William Stewart, 1st Viscount Mountjoy

In 1682 Charles II created him Viscount Mountjoy and Baron Stewart in the Peerage of Ireland.

In 1686 Mountjoy served the Holy League (1684) in Hungary at the Siege of Buda, where he was twice dangerously wounded.

[2] In Dublin he was the centre of a small circle of learned and ingenious men, who had, under his presidency, formed themselves into a Royal Society.

[3] Tyrconnell felt it necessary to replace these troops and decided to raise four new regiments one for each Irish province.

During the Glorious Revolution he stayed loyal to James while most Protestants declared for the Prince of Orange.

However, Rice had secret letters from Tyrconnell for Louis XIV that insinuated that Mountjoy should be arrested.

[9] On his release from the Bastille, he did indeed switch loyalties and joined William's army in Flanders as a General, losing his life at the battle of Steenkerque on 3 August 1692.

Through his daughter Mary, he was the grandfather of two from her first marriage, including Jane Preston (c. 1690–1746) who married Alexander Breckenridge (1686–1743), Col. John Preston (1699–1747), and three more children from her second marriage, including George Forbes, 4th Earl of Granard who married his cousin Letitia, daughter of Arthur Davys of Hampstead.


▶ [ASSIGNMENT]:
With the pictures removed, write out the data below exactly.

▶ [EXCERPTED DATA]:

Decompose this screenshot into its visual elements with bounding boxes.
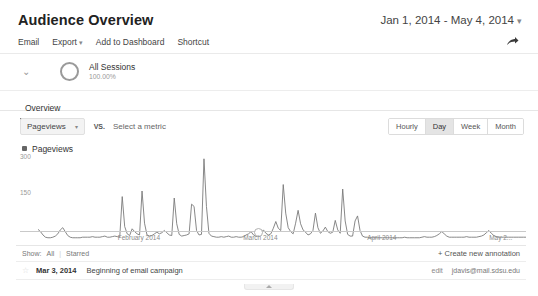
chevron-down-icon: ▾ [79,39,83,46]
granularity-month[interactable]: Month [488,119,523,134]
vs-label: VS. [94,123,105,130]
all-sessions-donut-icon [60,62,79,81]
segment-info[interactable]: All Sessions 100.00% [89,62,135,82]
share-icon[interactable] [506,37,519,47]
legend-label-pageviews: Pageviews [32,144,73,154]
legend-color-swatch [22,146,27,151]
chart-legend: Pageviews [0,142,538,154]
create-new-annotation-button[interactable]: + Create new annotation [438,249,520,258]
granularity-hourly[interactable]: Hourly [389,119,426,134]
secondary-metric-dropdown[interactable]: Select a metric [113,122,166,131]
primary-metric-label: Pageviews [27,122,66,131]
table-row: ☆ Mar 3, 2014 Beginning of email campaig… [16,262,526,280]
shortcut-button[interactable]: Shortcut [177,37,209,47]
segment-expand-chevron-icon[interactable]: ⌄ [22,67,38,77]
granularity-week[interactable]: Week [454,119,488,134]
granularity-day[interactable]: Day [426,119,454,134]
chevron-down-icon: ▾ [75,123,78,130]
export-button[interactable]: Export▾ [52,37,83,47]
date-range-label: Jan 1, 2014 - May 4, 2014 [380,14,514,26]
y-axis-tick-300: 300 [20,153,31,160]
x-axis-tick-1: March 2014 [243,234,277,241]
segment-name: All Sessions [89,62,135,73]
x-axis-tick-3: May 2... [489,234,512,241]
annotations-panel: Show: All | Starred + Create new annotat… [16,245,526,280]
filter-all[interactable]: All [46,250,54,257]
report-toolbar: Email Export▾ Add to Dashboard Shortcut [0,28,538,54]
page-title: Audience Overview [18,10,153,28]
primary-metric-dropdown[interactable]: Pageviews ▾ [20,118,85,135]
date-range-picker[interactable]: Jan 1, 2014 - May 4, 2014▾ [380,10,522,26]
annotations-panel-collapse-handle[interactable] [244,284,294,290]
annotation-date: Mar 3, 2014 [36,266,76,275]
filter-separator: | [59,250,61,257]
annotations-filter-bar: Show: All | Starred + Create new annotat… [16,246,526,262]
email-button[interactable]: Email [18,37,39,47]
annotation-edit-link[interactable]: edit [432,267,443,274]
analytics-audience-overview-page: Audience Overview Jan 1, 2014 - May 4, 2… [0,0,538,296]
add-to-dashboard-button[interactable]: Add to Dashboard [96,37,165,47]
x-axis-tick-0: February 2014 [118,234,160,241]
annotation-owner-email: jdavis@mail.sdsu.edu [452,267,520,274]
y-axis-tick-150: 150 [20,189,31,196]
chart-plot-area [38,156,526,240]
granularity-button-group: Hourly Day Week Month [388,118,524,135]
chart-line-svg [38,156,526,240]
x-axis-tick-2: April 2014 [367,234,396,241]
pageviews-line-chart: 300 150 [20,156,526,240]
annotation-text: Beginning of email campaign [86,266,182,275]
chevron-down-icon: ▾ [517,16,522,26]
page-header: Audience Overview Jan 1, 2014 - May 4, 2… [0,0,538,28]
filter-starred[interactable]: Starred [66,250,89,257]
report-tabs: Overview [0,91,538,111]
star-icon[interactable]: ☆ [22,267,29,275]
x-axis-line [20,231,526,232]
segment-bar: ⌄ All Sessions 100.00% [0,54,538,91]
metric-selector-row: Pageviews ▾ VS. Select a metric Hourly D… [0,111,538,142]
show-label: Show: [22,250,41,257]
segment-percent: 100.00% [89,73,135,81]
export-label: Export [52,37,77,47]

▶ [RESPONSE TO THIS EXERCISE]:
Decompose this screenshot into its visual elements with bounding boxes.
chevron-down-icon: ▾ [79,39,83,46]
granularity-month[interactable]: Month [488,119,523,134]
vs-label: VS. [94,123,105,130]
all-sessions-donut-icon [60,62,79,81]
segment-info[interactable]: All Sessions 100.00% [89,62,135,82]
share-icon[interactable] [506,37,519,47]
legend-label-pageviews: Pageviews [32,144,73,154]
legend-color-swatch [22,146,27,151]
chart-legend: Pageviews [0,142,538,154]
create-new-annotation-button[interactable]: + Create new annotation [438,249,520,258]
granularity-hourly[interactable]: Hourly [389,119,426,134]
secondary-metric-dropdown[interactable]: Select a metric [113,122,166,131]
primary-metric-label: Pageviews [27,122,66,131]
table-row: ☆ Mar 3, 2014 Beginning of email campaig… [16,262,526,280]
shortcut-button[interactable]: Shortcut [177,37,209,47]
segment-expand-chevron-icon[interactable]: ⌄ [22,67,38,77]
granularity-week[interactable]: Week [454,119,488,134]
granularity-day[interactable]: Day [426,119,454,134]
chevron-down-icon: ▾ [75,123,78,130]
export-button[interactable]: Export▾ [52,37,83,47]
date-range-label: Jan 1, 2014 - May 4, 2014 [380,14,514,26]
y-axis-tick-300: 300 [20,153,31,160]
x-axis-tick-1: March 2014 [243,234,277,241]
segment-name: All Sessions [89,62,135,73]
x-axis-tick-3: May 2... [489,234,512,241]
annotations-panel: Show: All | Starred + Create new annotat… [16,245,526,280]
filter-all[interactable]: All [46,250,54,257]
report-toolbar: Email Export▾ Add to Dashboard Shortcut [0,28,538,54]
page-title: Audience Overview [18,10,153,28]
primary-metric-dropdown[interactable]: Pageviews ▾ [20,118,85,135]
date-range-picker[interactable]: Jan 1, 2014 - May 4, 2014▾ [380,10,522,26]
annotations-panel-collapse-handle[interactable] [244,284,294,290]
annotation-date: Mar 3, 2014 [36,266,76,275]
filter-separator: | [59,250,61,257]
annotations-filter-bar: Show: All | Starred + Create new annotat… [16,246,526,262]
email-button[interactable]: Email [18,37,39,47]
annotation-edit-link[interactable]: edit [432,267,443,274]
analytics-audience-overview-page: Audience Overview Jan 1, 2014 - May 4, 2… [0,0,538,296]
add-to-dashboard-button[interactable]: Add to Dashboard [96,37,165,47]
x-axis-tick-0: February 2014 [118,234,160,241]
annotation-owner-email: jdavis@mail.sdsu.edu [452,267,520,274]
y-axis-tick-150: 150 [20,189,31,196]
chart-plot-area [38,156,526,240]
granularity-button-group: Hourly Day Week Month [388,118,524,135]
chart-line-svg [38,156,526,240]
x-axis-tick-2: April 2014 [367,234,396,241]
pageviews-line-chart: 300 150 [20,156,526,240]
annotation-text: Beginning of email campaign [86,266,182,275]
chevron-down-icon: ▾ [517,16,522,26]
page-header: Audience Overview Jan 1, 2014 - May 4, 2… [0,0,538,28]
filter-starred[interactable]: Starred [66,250,89,257]
report-tabs: Overview [0,91,538,111]
star-icon[interactable]: ☆ [22,267,29,275]
x-axis-line [20,231,526,232]
segment-bar: ⌄ All Sessions 100.00% [0,54,538,91]
metric-selector-row: Pageviews ▾ VS. Select a metric Hourly D… [0,111,538,142]
show-label: Show: [22,250,41,257]
segment-percent: 100.00% [89,73,135,81]
export-label: Export [52,37,77,47]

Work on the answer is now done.